Another podcast that I've been following is The Climate Question (originally a series on the World Service, The latest had the dispiriting (not to say ominous and threatening) title Is destroying the planet a vote winner?

But what is more important for my state of mind is the need for biomass reduction in the garden (specifically, mowing the lawn).

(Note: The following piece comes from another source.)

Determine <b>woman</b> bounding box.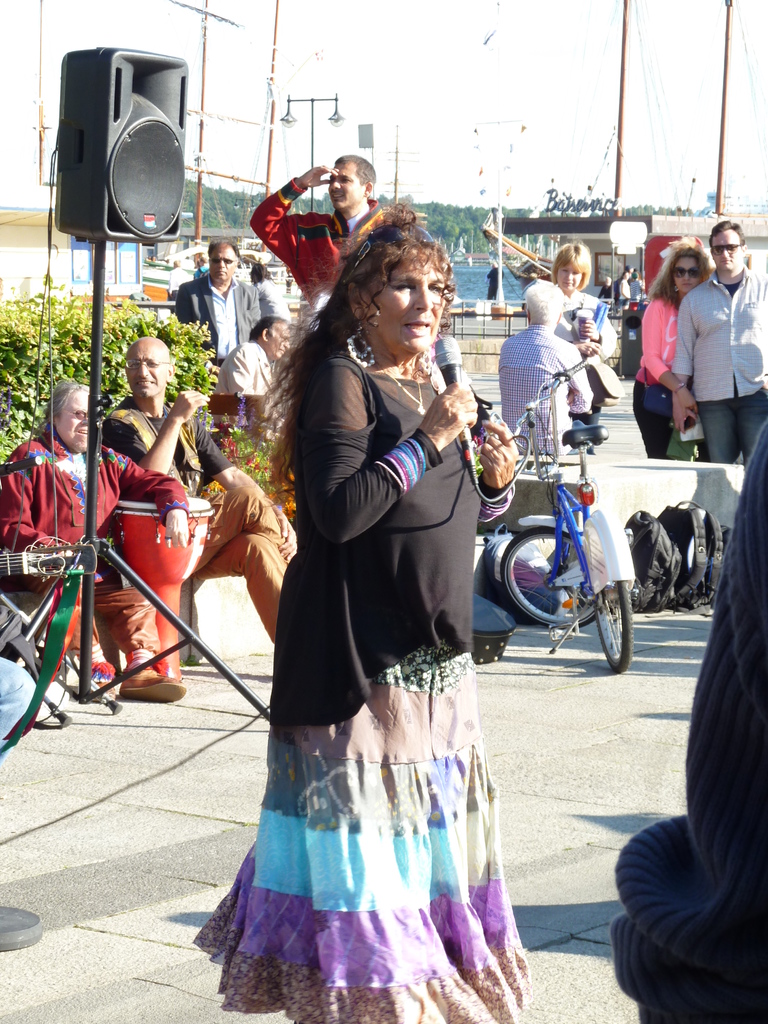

PS the "Ten Green Bottles Principle" revisited:

On Breakfast this morning they played a Gaelic setting of Psalm 46, "God is our refuge and our strength", which sounded pretty unusual to my Western European sassenach ears. But the tune (if that's the word) was strangely reminiscent of the usual tune given to Amazing Grace, supplied by the American composer William Walker. I wonder whether there was any conscious borrowing, or if this is just another instance of the "Ten Green Bottles Principle", explained here:
...words spoken by an MD of my youthful acquaintance: 'There has only been one tune written in the history of the world - "Ten Green Bottles".' (This may not be original, but I had never heard it before).